The election of November 7, 2006, marks the moment when the War of Imagination decisively gave way to the war on the ground and when officials throughout the American government, not least the President himself, were forced to recognize and acknowledge a reality that much of the American public had discerned months or years before. The ideological canopy now has lifted. The study groups are at their work. Americans have come to know what they do not know. If confronted with that simple question the smiling President Ahmadinejad of Iran put to Mike Wallace last August —”I ask you, sir, what is the American Army doing inside Iraq?”—how many Americans could offer a clear and convincing answer?

Danner outlines how it was that Bush literally shut down the thinking processes of the U.S. government, insulating himself from any information that would offer him shades of gray to muddle his “moral clarity.” Instead, he would follow his gut instinct. Yes, it is bizarre to the point of being almost inconceivable that the leader of the world’s last superpower could aggressively insulate himself from anything approaching a rational policy process. But perhaps it is testimony to the failings of what Greg Palast has called “the best democracy money can buy” that individual whose emotional and intellectual makeup are so obviously those of an angry adolescent has final authority over U.S. foreign policy — or, as he once put, “I’m the decider.”

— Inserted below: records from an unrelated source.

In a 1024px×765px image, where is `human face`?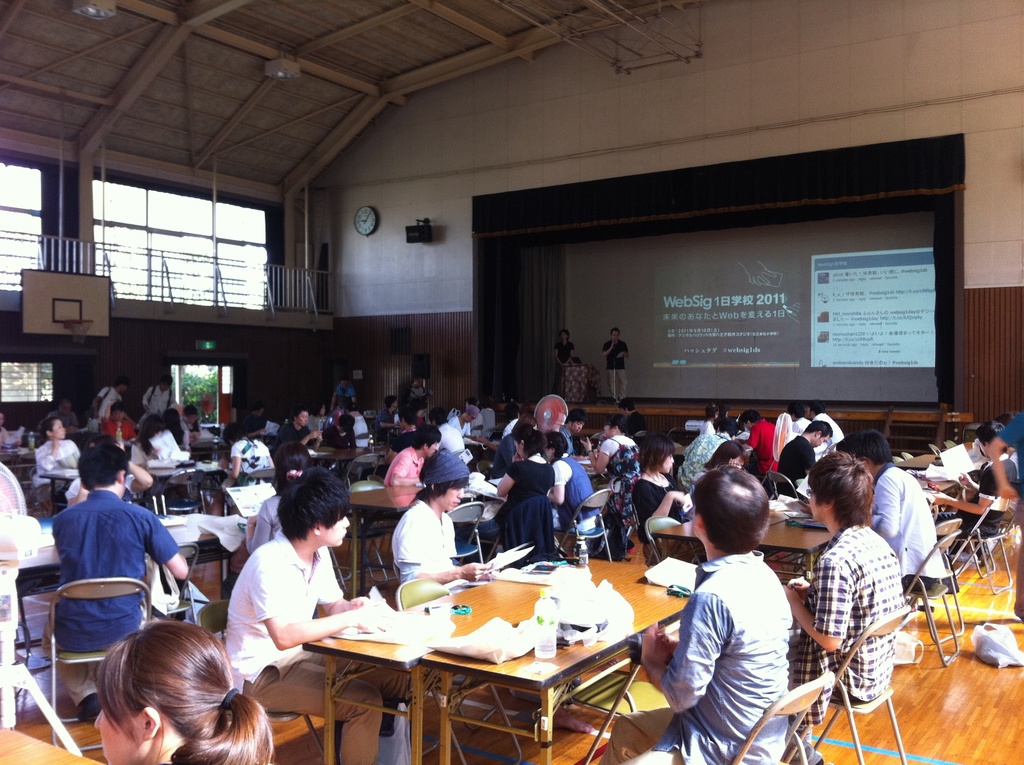
crop(426, 444, 439, 456).
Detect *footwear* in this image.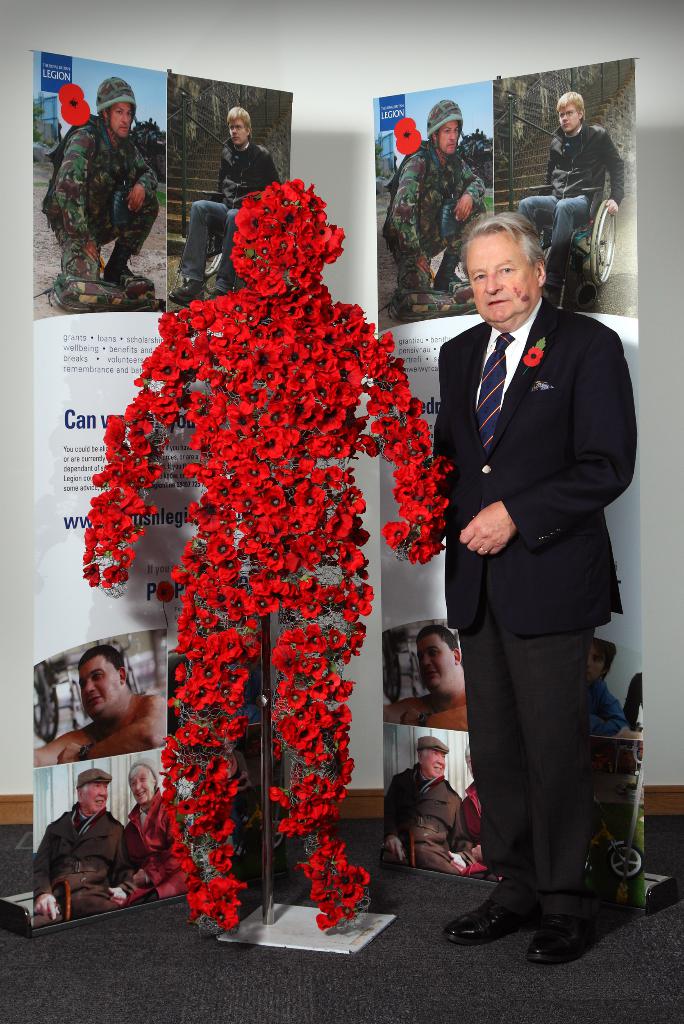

Baker-Hamilton essentially tells Bush that in order to rescue U.S. strategic interests and avoid a looming regional disaster, he will have to reverse much of the foreign policy he has pursued since taking office. Somehow, I doubt that this is a man who can admit failure, and do what he can to salvage the situation. Instead, Bush will continue to search for signs out there affirming his fantasy, most recently making common cause with Abdulaziz al-Hakim, whom Bush has a strange habit of calling “His Eminence” (Hakim is simply the leader of a political party and the commander of a militia — perhaps the most sectarian of the Shiite parties, and certainly the one closest to Iran). Hakim, of course, has no intention of doing what the U.S. wants the government to do in response to the Sunnis, of course, but no matter. He’s obviously saying something the fantasy-minded Bush wants to hear.

Right now the signs are that it’s already too late to save the Iraq mission, and that this Administration is incapable of either recognizing the scale of their defeat or doing what is necessary to contain the damage. Instead, expect them to muddle along until the problem can be handed over to Bush’s successor. And maybe drop a few bombs on Iran along the way, just to show how “Churchillian” you are.